4. FAWN: a Fast Array of Wimpy Nodes

This is a very interesting research, not fully related to this article but gives a good example of how chain replication can be used.

High-performance KV-storages (Dynamo, memcached, Voldemort) share the same characteristics: a lot of I/O, not computational, require parallel access to random keys, thousands of concurrent requests, size of data is relatively low — up to 1Kb.

Nodes with HDD are not a good choice for such systems because of the slow seek operation (random access), on the other hand, nodes with a big amount of RAM consume surprisingly a lot of power — 2GB DRAM is equivalent to 1Tb HDD.

The goal of the original research is to build a high throughput efficient cluster with minimal energy consumption. After three years 50% of a server’s cost is energy costs and modern energy saving modes are not really so effective — in conducted tests CPU power consumption was around 50% with 20% system load.
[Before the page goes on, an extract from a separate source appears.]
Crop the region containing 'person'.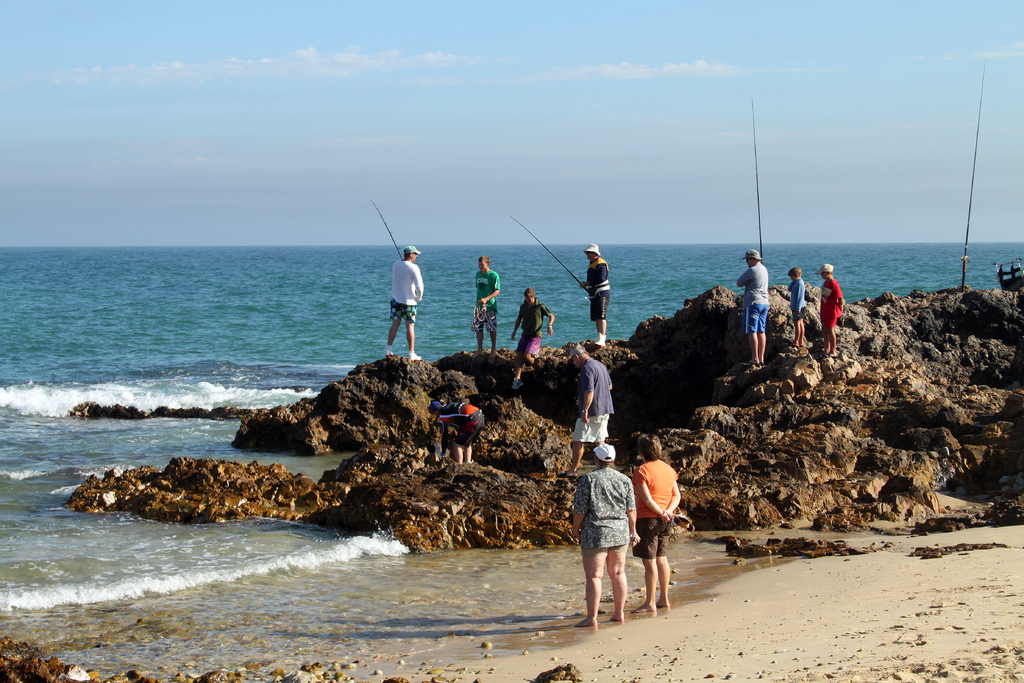
Crop region: x1=577 y1=438 x2=643 y2=627.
Moreover, other components might not have energy saving modes at all — consider DRAM, for example — it already works on the minimum voltage. It must be noted that in such cluster we also can observe a gap between CPU and I/O — a powerful CPU has to wait for I/O operations to finish.

4.1 Architecture

FAWN cluster is built on old servers — $250 per server (in 2009) with embedded CPU 500MHz, 512Mb RAM, 32Gb SSD. If you are familiar with Amazon Dynamo or consistent hashing then you’ll find FAWN architecture very similar to them:

  • Each physical server consists of several virtual nodes, each node has its own unique VID.
  • VID forms a ring, each VI is responsible for the range “behind” it (for example, A1 is responsible for keys in the R1 range).
  • To improve fault tolerance data is replicated over R next virtual nodes in the clockwise direction (for example, if R=2 then keys from A1 are replicated to B1 and C1). Thus, we get a chain replication (basic approach).
  • Read requests are routed to the tail, i.e. read from A1 will be routed to C1.
  • Write requests are routed to the head and are propagated to the tail.

Server map is stored on the fronted cluster, each server from it is responsible for a specific range of VIDs and can reroute a request to the appropriate frontend-server.

4.2 Evaluation

In the stress tests, FAWN cluster reaches QPS (queries per second) as 90% of QPS of random reads on a flash drive.

In the following table, we compare the total cost of ownership (TCO) of different systems. The base setup for Traditional systems is $1000 server (as in 2009) with 200W consumption:

In conclusion, if your workload consists of:

  • A huge amount of data, low amount of requests — choose FAWN + 2Tb 7200 RPM,
  • A small amount of data, a lot of requests — choose FAWN + 2GB DRAM,
  • Average values — choose FAN + 32GB SSD.